Midas M32

Midas M32 Stage Plot Guide for Native .scn Console Export

Plan a Midas M32 stage plot and export the same native .scn scene file used for the X32, with channel names, EQ, and sends already pre-labeled for load in.

About the M32

The Midas M32 shares its core architecture with the Behringer X32, built on the same 32 input, 16 bus platform, but running Midas designed preamps. That combination has made it a staple on touring rigs, worship stages, and theater installs where engineers want X32 style workflow with a different preamp voicing. If your venue or FOH engineer runs an M32, the prep work is the same as for an X32.

What Stageplot Pro exports for the M32 today

Stageplot Pro ships a native scene (.scn) export that covers both the X32 and the M32, since the two consoles share the same file format at the scene level. The export carries:

  • Channel names pulled straight from your input list, in channel order
  • Starting EQ and gain settings, generated per instrument type by an AI enhancement pass
  • Dynamics and send routing built from the monitor mixes on your plot

This runs through a short server-side AI step, so it requires a free Stageplot Pro account. Build your plot as a guest first if you like, then sign in when you are ready to export.

How to export a scene file

  1. Build your stage plot and set your input list in the channel order you want on the desk.
  2. Add monitor mixes so sends route correctly.
  3. Sign in, or create a free account, and open the export menu.
  4. Choose "X32 / M32 scene (.scn)." The label covers both consoles because the file format is shared.
  5. Load the downloaded file onto the M32, or send it ahead so the house engineer starts soundcheck with real channel names already in place.

If the AI enhancement step runs long or fails, the export automatically falls back to a base scene built directly from your input list and monitor mixes. You still get correct channel names and routing every time, even without the AI-generated EQ starting points.

Naming channels the engineer can trust

An M32 session that arrives with clear, consistent channel names saves real minutes at soundcheck, especially on multi-band bills where the engineer is resetting between acts. Read our input list guide for naming conventions that translate cleanly onto any digital console, M32 included.

Common M32 stage plot setups

The M32 turns up on both club stages and larger worship or theater rigs. If you are building from scratch, the four piece rock band stage plot covers a standard club line up, while the worship full seven piece stage plot matches the larger channel counts common on M32 driven worship stages.

What to expect at soundcheck

An M32 session with real names and starting gain still needs an engineer in the room. Preamp gain and EQ from the export are starting points tuned per instrument type, not a finished mix for your specific room and PA. The value is in what gets skipped: nobody is typing "Kick In," "Bass DI," and "Lead Vox" into a blank console while your band waits to line check.

Try it

Open the editor, lay out your stage, and export an M32 ready .scn file with your input list built in.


What the exercise asks - Restate the data below word for word, omitting pictures.

Start of Listed records

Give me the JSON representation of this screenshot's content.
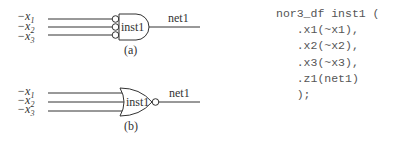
{
  "figure_a": {
    "inputs": [
      "−x1",
      "−x2",
      "−x3"
    ],
    "input_subscripts": [
      "1",
      "2",
      "3"
    ],
    "input_base": "−x",
    "gate_type": "AND with inverted inputs",
    "instance": "inst1",
    "output_net": "net1",
    "caption": "(a)"
  },
  "figure_b": {
    "inputs": [
      "−x1",
      "−x2",
      "−x3"
    ],
    "input_subscripts": [
      "1",
      "2",
      "3"
    ],
    "input_base": "−x",
    "gate_type": "NOR",
    "instance": "inst1",
    "output_net": "net1",
    "caption": "(b)"
  },
  "code": {
    "lines": [
      "nor3_df inst1 (",
      "   .x1(~x1),",
      "   .x2(~x2),",
      "   .x3(~x3),",
      "   .z1(net1)",
      "   );"
    ]
  },
  "colors": {
    "line": "#333333",
    "text": "#333333",
    "code_text": "#555555",
    "background": "#ffffff"
  }
}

End of Listed records

Solution to this exercise -
Give me the JSON representation of this screenshot's content.
{
  "figure_a": {
    "inputs": [
      "−x1",
      "−x2",
      "−x3"
    ],
    "input_subscripts": [
      "1",
      "2",
      "3"
    ],
    "input_base": "−x",
    "gate_type": "AND with inverted inputs",
    "instance": "inst1",
    "output_net": "net1",
    "caption": "(a)"
  },
  "figure_b": {
    "inputs": [
      "−x1",
      "−x2",
      "−x3"
    ],
    "input_subscripts": [
      "1",
      "2",
      "3"
    ],
    "input_base": "−x",
    "gate_type": "NOR",
    "instance": "inst1",
    "output_net": "net1",
    "caption": "(b)"
  },
  "code": {
    "lines": [
      "nor3_df inst1 (",
      "   .x1(~x1),",
      "   .x2(~x2),",
      "   .x3(~x3),",
      "   .z1(net1)",
      "   );"
    ]
  },
  "colors": {
    "line": "#333333",
    "text": "#333333",
    "code_text": "#555555",
    "background": "#ffffff"
  }
}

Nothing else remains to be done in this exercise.